Q: Stephen Hawking’s death in 2018 was on the anniversary of another very famous scientist’s birthday. Which scientist was it?

  1. Tycho Brahe
  2. Nikola Tesla
  3. Albert Einstein
  4. Richard Feynman

 

Answers

  1. A. Galileo Galilei. Hawking was born on 8 January 1942, which was 300 years to the day after the death of Galileo. Seife uses this as an example of Hawking crafting a public image of himself as the intellectual heir of great scientists.
  2. D. 8 years. Hawking mentions this in a memoir published in the Radio Times in 2013. He described his first school as a very progressive school where you were supposed to learn to read without realizing you were being taught. He said that he remembered complaining to his parents that he wasn’t learning anything. Hawking Hawking quotes his mother as saying “Stephen was a self-educator from the start, and if he didn’t want to learn things, it’s probably because he didn’t need to.”
  3. B. The boat club. Hawking was a cox in the boat club, but it sounds like he sometimes decided to have a bit of fun with the power this gave him.

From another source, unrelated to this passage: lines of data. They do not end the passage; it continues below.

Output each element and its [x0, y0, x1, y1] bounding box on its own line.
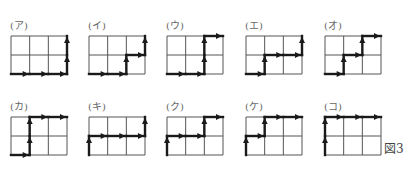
grid-with-path [242, 32, 306, 78]
panel-label: (イ) [88, 17, 106, 32]
arrow-head-icon [201, 118, 207, 124]
grid-with-path [85, 113, 149, 159]
arrow-head-icon [322, 137, 328, 143]
panel-label: (ケ) [245, 98, 263, 113]
arrow-head-icon [299, 37, 305, 43]
arrow-head-icon [262, 56, 268, 62]
arrow-head-icon [23, 152, 29, 158]
arrow-head-icon [216, 33, 222, 39]
arrow-head-icon [138, 133, 144, 139]
arrow-head-icon [119, 133, 125, 139]
arrow-head-icon [41, 114, 47, 120]
arrow-head-icon [119, 71, 125, 77]
arrow-head-icon [64, 56, 70, 62]
arrow-head-icon [27, 118, 33, 124]
arrow-head-icon [262, 118, 268, 124]
grid-with-path [242, 113, 306, 159]
arrow-head-icon [276, 114, 282, 120]
arrow-head-icon [64, 37, 70, 43]
grid-with-path [7, 32, 71, 78]
arrow-head-icon [201, 56, 207, 62]
arrow-head-icon [23, 71, 29, 77]
arrow-head-icon [197, 133, 203, 139]
arrow-head-icon [295, 114, 301, 120]
arrow-head-icon [179, 133, 185, 139]
panel-label: (カ) [10, 98, 28, 113]
arrow-head-icon [164, 137, 170, 143]
arrow-head-icon [337, 71, 343, 77]
panel-label: (オ) [324, 17, 342, 32]
arrow-head-icon [258, 71, 264, 77]
arrow-head-icon [258, 133, 264, 139]
arrow-head-icon [123, 56, 129, 62]
arrow-head-icon [276, 52, 282, 58]
arrow-head-icon [60, 71, 66, 77]
arrow-head-icon [138, 52, 144, 58]
panel-label: (ク) [166, 98, 184, 113]
figure-caption: 図3 [384, 139, 404, 156]
arrow-head-icon [374, 114, 380, 120]
arrow-head-icon [101, 133, 107, 139]
grid-with-path [163, 32, 227, 78]
arrow-head-icon [142, 37, 148, 43]
arrow-head-icon [201, 37, 207, 43]
arrow-head-icon [179, 71, 185, 77]
grid-with-path [163, 113, 227, 159]
arrow-head-icon [337, 114, 343, 120]
grid-with-path [85, 32, 149, 78]
arrow-head-icon [355, 52, 361, 58]
arrow-head-icon [359, 37, 365, 43]
panel-label: (ア) [10, 17, 28, 32]
arrow-head-icon [86, 137, 92, 143]
arrow-head-icon [295, 52, 301, 58]
arrow-head-icon [101, 71, 107, 77]
grid-with-path [321, 113, 385, 159]
arrow-head-icon [322, 118, 328, 124]
panel-label: (ウ) [166, 17, 184, 32]
arrow-head-icon [41, 71, 47, 77]
grid-with-path [7, 113, 71, 159]
arrow-head-icon [355, 114, 361, 120]
panel-label: (エ) [245, 17, 263, 32]
arrow-head-icon [60, 114, 66, 120]
arrow-head-icon [142, 118, 148, 124]
arrow-head-icon [374, 33, 380, 39]
panel-label: (キ) [88, 98, 106, 113]
arrow-head-icon [341, 56, 347, 62]
arrow-head-icon [243, 137, 249, 143]
panel-label: (コ) [324, 98, 342, 113]
arrow-head-icon [27, 137, 33, 143]
arrow-head-icon [197, 71, 203, 77]
grid-with-path [321, 32, 385, 78]
arrow-head-icon [216, 114, 222, 120]
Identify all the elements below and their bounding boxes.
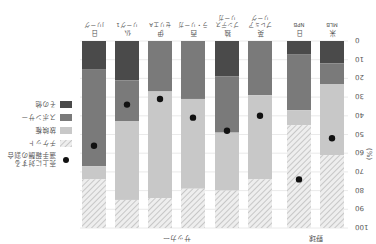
x-tick-label: セリエA <box>149 22 171 28</box>
bar-segment <box>320 84 344 155</box>
stacked-bar-chart: 0102030405060708090100(%) 米MLB日NPB英プレミアリ… <box>0 0 376 244</box>
bar-segment <box>148 91 172 198</box>
bar-segment <box>148 198 172 228</box>
y-tick-label: 20 <box>355 73 364 81</box>
x-tick-label: Jリーグ <box>84 21 105 29</box>
bar-segment <box>181 189 205 228</box>
bar-segment <box>287 110 311 125</box>
legend-label: チケット <box>28 139 56 147</box>
y-tick-label: 50 <box>355 130 364 138</box>
x-tick-label: リーガ <box>218 14 236 22</box>
bar-segment <box>115 80 139 121</box>
bar-segment <box>287 41 311 54</box>
bar-segment <box>82 166 106 179</box>
legend-label: その他 <box>35 100 56 109</box>
group-label: サッカー <box>163 234 191 242</box>
legend-swatch <box>60 114 72 121</box>
ratio-marker <box>157 96 163 102</box>
ratio-marker <box>224 128 230 134</box>
bar-segment <box>115 41 139 80</box>
x-tick-label: NPB <box>293 22 304 28</box>
group-labels: 野球サッカー <box>163 234 323 243</box>
y-tick-label: 80 <box>355 186 364 194</box>
legend-label: 選手報酬の割合 <box>7 151 56 160</box>
legend-label: スポンサー <box>21 113 56 121</box>
group-label: 野球 <box>309 234 323 243</box>
x-tick-label: リーグ <box>251 14 269 22</box>
bar-segment <box>320 155 344 228</box>
bar-segment <box>215 77 239 133</box>
bar-segment <box>215 133 239 191</box>
y-axis-label: (%) <box>365 148 373 160</box>
x-tick-label: 日 <box>296 29 303 37</box>
chart-stage: 0102030405060708090100(%) 米MLB日NPB英プレミアリ… <box>0 0 376 244</box>
x-tick-label: 仏 <box>124 29 131 37</box>
bar-segment <box>320 41 344 63</box>
x-tick-label: 米 <box>329 29 336 38</box>
ratio-marker <box>124 101 130 107</box>
y-tick-label: 30 <box>355 92 364 100</box>
legend-marker <box>63 157 69 163</box>
x-tick-label: プレミア <box>248 22 272 28</box>
x-tick-label: 西 <box>190 29 197 37</box>
y-tick-label: 10 <box>355 55 364 63</box>
ratio-marker <box>296 176 302 182</box>
legend-swatch <box>60 127 72 134</box>
y-axis: 0102030405060708090100(%) <box>355 36 373 231</box>
x-tick-label: ブンデス <box>215 21 239 29</box>
bar-segment <box>115 200 139 228</box>
x-tick-label: 英 <box>257 29 264 38</box>
y-tick-label: 90 <box>355 204 364 212</box>
bar-segment <box>82 179 106 228</box>
legend: その他スポンサー放映権チケット売上に対する選手報酬の割合 <box>7 100 72 169</box>
bar-segment <box>148 41 172 91</box>
x-tick-label: リーグ1 <box>116 21 138 29</box>
ratio-marker <box>190 114 196 120</box>
y-tick-label: 100 <box>355 223 368 231</box>
bar-segment <box>115 121 139 200</box>
legend-swatch <box>60 140 72 147</box>
bar-segment <box>181 41 205 99</box>
x-tick-label: 独 <box>224 29 231 38</box>
ratio-marker <box>257 113 263 119</box>
legend-label: 放映権 <box>35 126 56 135</box>
ratio-marker <box>329 135 335 141</box>
legend-swatch <box>60 101 72 108</box>
bar-segment <box>320 63 344 84</box>
x-tick-label: 日 <box>91 29 98 37</box>
y-tick-label: 70 <box>355 167 364 175</box>
bar-segment <box>215 191 239 228</box>
bar-segment <box>248 179 272 228</box>
bar-segment <box>215 41 239 77</box>
x-tick-label: 伊 <box>157 29 164 38</box>
x-axis-labels: 米MLB日NPB英プレミアリーグ独ブンデスリーガ西ラ・リーガ伊セリエA仏リーグ1… <box>84 14 338 38</box>
bar-segment <box>82 41 106 69</box>
y-tick-label: 40 <box>355 111 364 119</box>
x-tick-label: MLB <box>326 22 338 28</box>
bar-segment <box>248 95 272 179</box>
ratio-marker <box>91 143 97 149</box>
y-tick-label: 60 <box>355 148 364 156</box>
bar-segment <box>82 69 106 166</box>
y-tick-label: 0 <box>355 36 359 44</box>
bar-segment <box>181 99 205 189</box>
legend-label: 売上に対する <box>14 159 56 168</box>
bar-segment <box>287 54 311 110</box>
bar-segment <box>248 41 272 95</box>
x-tick-label: ラ・リーガ <box>178 21 208 29</box>
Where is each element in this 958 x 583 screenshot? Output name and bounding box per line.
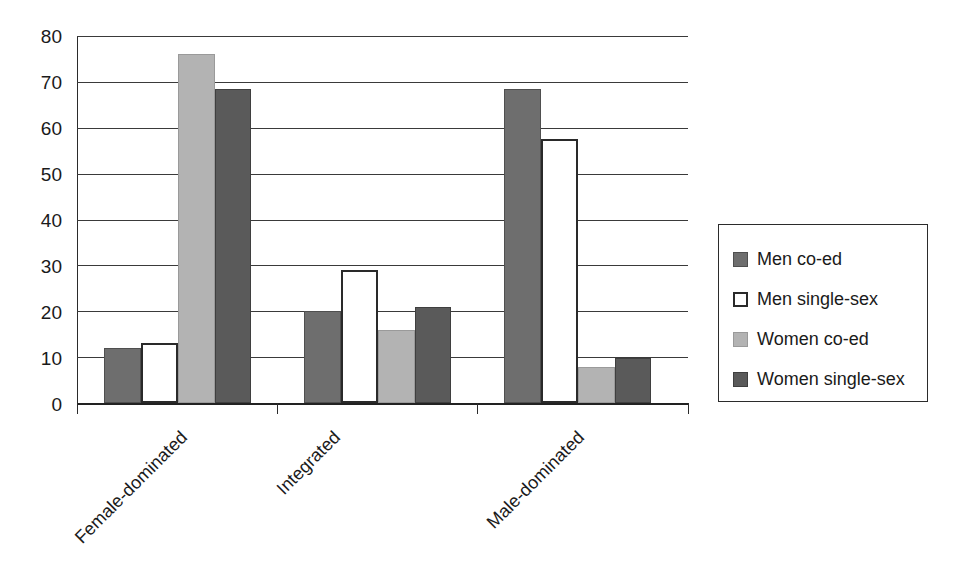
bar-women-single-sex xyxy=(415,307,451,403)
legend-swatch-women-single-sex xyxy=(733,372,748,387)
bar-group-integrated xyxy=(304,36,450,403)
bar-women-co-ed xyxy=(578,367,615,403)
legend-label: Men co-ed xyxy=(757,250,842,268)
x-axis-tick xyxy=(688,403,689,414)
legend-label: Men single-sex xyxy=(757,290,878,308)
x-axis-tick xyxy=(477,403,478,414)
bar-men-co-ed xyxy=(304,311,341,403)
y-axis-tick-label: 50 xyxy=(8,165,62,184)
legend-label: Women co-ed xyxy=(757,330,869,348)
plot-area xyxy=(77,36,688,403)
legend-swatch-men-co-ed xyxy=(733,252,748,267)
y-axis-tick-label: 70 xyxy=(8,73,62,92)
x-axis-category-label-male-dominated: Male-dominated xyxy=(459,427,588,556)
bar-women-co-ed xyxy=(178,54,215,403)
y-axis-tick-label: 20 xyxy=(8,303,62,322)
bar-men-single-sex xyxy=(341,270,378,403)
legend-swatch-women-co-ed xyxy=(733,332,748,347)
legend-swatch-men-single-sex xyxy=(733,292,748,307)
bar-women-single-sex xyxy=(215,89,251,403)
y-axis-tick-label: 0 xyxy=(8,395,62,414)
bar-men-co-ed xyxy=(504,89,541,403)
legend-item: Men co-ed xyxy=(733,239,927,279)
x-axis-line xyxy=(77,403,689,405)
x-axis-tick xyxy=(77,403,78,414)
x-axis-category-label-female-dominated: Female-dominated xyxy=(52,427,191,566)
y-axis-tick-label: 80 xyxy=(8,27,62,46)
chart-legend: Men co-ed Men single-sex Women co-ed Wom… xyxy=(718,224,928,402)
bar-women-single-sex xyxy=(615,358,651,403)
bar-men-single-sex xyxy=(141,343,178,403)
x-axis-tick xyxy=(277,403,278,414)
legend-item: Men single-sex xyxy=(733,279,927,319)
bar-chart: 80 70 60 50 40 30 20 10 0 xyxy=(0,0,958,583)
bar-group-female-dominated xyxy=(104,36,250,403)
bar-group-male-dominated xyxy=(504,36,650,403)
y-axis-tick-label: 10 xyxy=(8,349,62,368)
legend-item: Women single-sex xyxy=(733,359,927,399)
y-axis-tick-label: 60 xyxy=(8,119,62,138)
x-axis-category-label-integrated: Integrated xyxy=(245,427,344,526)
legend-label: Women single-sex xyxy=(757,370,905,388)
y-axis-labels: 80 70 60 50 40 30 20 10 0 xyxy=(0,0,62,583)
y-axis-tick-label: 30 xyxy=(8,257,62,276)
legend-item: Women co-ed xyxy=(733,319,927,359)
bar-men-single-sex xyxy=(541,139,578,403)
bar-men-co-ed xyxy=(104,348,141,403)
bar-women-co-ed xyxy=(378,330,415,403)
y-axis-tick-label: 40 xyxy=(8,211,62,230)
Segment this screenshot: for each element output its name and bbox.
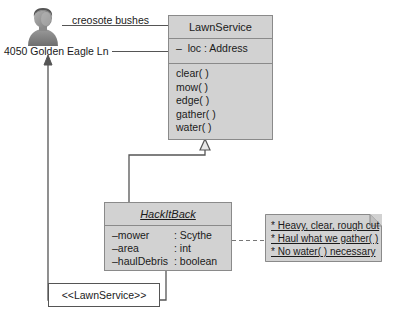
attribute-type: : int: [174, 242, 191, 255]
uml-diagram-canvas: creosote bushes 4050 Golden Eagle Ln Law…: [0, 0, 393, 313]
operation-mow: mow( ): [176, 81, 265, 95]
association-label-creosote-bushes: creosote bushes: [72, 14, 149, 26]
connector-generalization-path: [129, 150, 205, 202]
class-box-hackitback[interactable]: HackItBack –mower : Scythe –area : int –…: [104, 202, 232, 271]
operation-clear: clear( ): [176, 67, 265, 81]
attribute-name: –area: [112, 242, 174, 255]
class-name-text: LawnService: [189, 21, 252, 33]
attribute-mower: –mower : Scythe: [112, 229, 224, 242]
attribute-area: –area : int: [112, 242, 224, 255]
class-box-lawnservice[interactable]: LawnService – loc : Address clear( ) mow…: [168, 15, 273, 140]
stereotype-label-lawnservice: <<LawnService>>: [48, 283, 160, 307]
attribute-loc: – loc : Address: [176, 42, 265, 55]
note-line-no-water: * No water( ) necessary: [271, 245, 378, 258]
note-line-haul: * Haul what we gather( ): [271, 232, 378, 245]
actor-address-label: 4050 Golden Eagle Ln: [4, 45, 109, 57]
attribute-name: –mower: [112, 229, 174, 242]
class-attributes-hackitback: –mower : Scythe –area : int –haulDebris …: [105, 225, 231, 272]
operation-edge: edge( ): [176, 94, 265, 108]
class-name-lawnservice: LawnService: [169, 16, 272, 38]
attribute-name: –haulDebris: [112, 255, 174, 268]
hollow-triangle-arrowhead-icon: [200, 139, 210, 150]
actor-person-icon: [24, 6, 62, 46]
attribute-type: : Scythe: [174, 229, 212, 242]
operation-water: water( ): [176, 121, 265, 135]
note-text-block: * Heavy, clear, rough cut * Haul what we…: [271, 219, 378, 258]
operation-gather: gather( ): [176, 108, 265, 122]
class-operations-lawnservice: clear( ) mow( ) edge( ) gather( ) water(…: [169, 63, 272, 139]
attribute-type: : boolean: [174, 255, 217, 268]
note-box[interactable]: * Heavy, clear, rough cut * Haul what we…: [265, 214, 382, 262]
attribute-hauldebris: –haulDebris : boolean: [112, 255, 224, 268]
class-name-hackitback: HackItBack: [105, 203, 231, 225]
class-attributes-lawnservice: – loc : Address: [169, 38, 272, 63]
class-name-text: HackItBack: [140, 208, 196, 220]
note-line-heavy-clear: * Heavy, clear, rough cut: [271, 219, 378, 232]
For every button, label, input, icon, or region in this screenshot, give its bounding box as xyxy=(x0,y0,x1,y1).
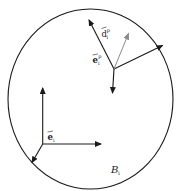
body-label: B i xyxy=(110,164,120,176)
body-label-sub: i xyxy=(118,170,120,176)
point-frame-label: e i p xyxy=(93,53,102,67)
body-frame-diagram: d i p e i p e i B i xyxy=(0,0,178,191)
body-frame-label-sub: i xyxy=(53,137,55,143)
d-vector-label-sub: i xyxy=(107,34,109,40)
body-frame-z-axis-arrow xyxy=(32,144,43,163)
point-frame-label-sub: i xyxy=(98,60,100,66)
body-frame-axes xyxy=(32,88,101,163)
point-frame-right-arrow xyxy=(114,46,163,70)
point-frame-down-arrow xyxy=(113,69,115,93)
d-vector-arrow xyxy=(114,34,129,70)
body-frame-label: e i xyxy=(48,131,56,143)
d-vector-label-sup: p xyxy=(107,27,110,34)
point-frame-label-sup: p xyxy=(98,53,101,60)
d-vector-label: d i p xyxy=(102,27,111,41)
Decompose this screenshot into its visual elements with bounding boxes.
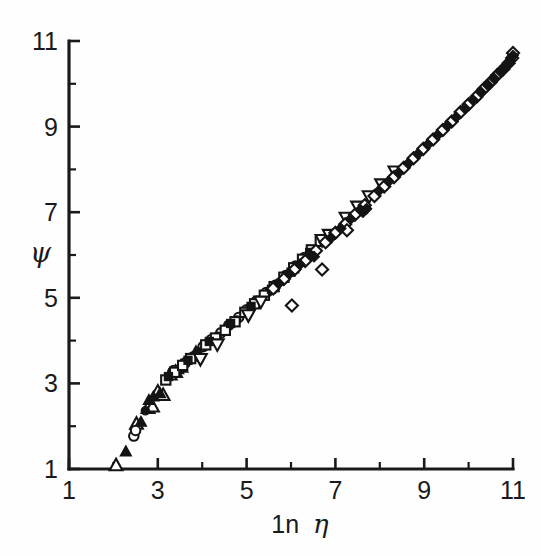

The boatman who was in charge of putting the crews together is quoted in the book saying “The question always with Stephen was should we make him coxswain of the first eight or the second eight. Some coxes can be very steady people, you see. He was an adventurous type. You never quite knew what he was going to do when he went out with a crew.”
  4. D. Hanging a message from a bridge. Hawking was caught suspending a plank from one of the bridges across the river as an undergraduate in Oxford. The plank had the message “vote liberal” painted on it, as he was politically quite left-leaning. In the book, it says that, when he was admitted to hospital at 21 when he started experiencing symptoms of his condition, he refused to let his parents pay for a private room for him, because of his socialist principles.
  5. B. Dangerous driving. Early on in his relationship with his first wife, Jane, the book says she “hung on for dear life” if they went somewhere by car, because he apparently “drove like a man with nothing to lose”. Although he lost the ability to drive himself, he continued to influence others’ driving. A former doctoral student of his, Marika Taylor, said that once she was driving around California with him, and he insisted that she do a U-turn in a place where it said “no U-turn”. The police pulled them over and Taylor said that when they saw who was in the car they said “Oh, hello, Dr Hawking! It’s you again.”
  6. A. Fred Hoyle. Hoyle was presenting a new idea to a meeting of the Royal Society for the first time, and Hawking stood up and pointed out a flaw in it. Everyone was stunned, thinking Hawking had figured it out there and then. What they didn’t know was that Hawking shared an office with Jayant Narlikar, who had co-written the paper with Hoyle, so he had seen it in advance and had worked out the problem with it in his own time. Instead of telling Narlikar when he figured it out, it seems he saved it to give this dramatic performance. This story was also told in Flashes of Creation, another book we reviewed this year.
  7. C. Ran over his toes. A reporter asked Hawking about this alleged incident in 2000, and he is quoted as saying “That’s a malicious rumour. I’ll run over anyone who repeats it.” According to the book, he did also apparently crash into people who were walking in front of him too slowly and ram cars that were blocking ramps.
  8. C. Artificial intelligence. In 2014 Hawking told the BBC that “the development of full artificial intelligence could spell the end of the human race. It would take off on its own and redesign itself at an ever increasing rate. Humans who are limited by slow biological evolution couldn’t compete and would be superseded.” However, Seife uses this as an example of how he sometimes spoke to the media about topics that were outside his field of expertise.
  9. C. Albert Einstein. Hawking died on 14 March 2018, which was 139 years to the day after Einstein’s birthday. In the book, Seife says that Hawking would have found that hilarious.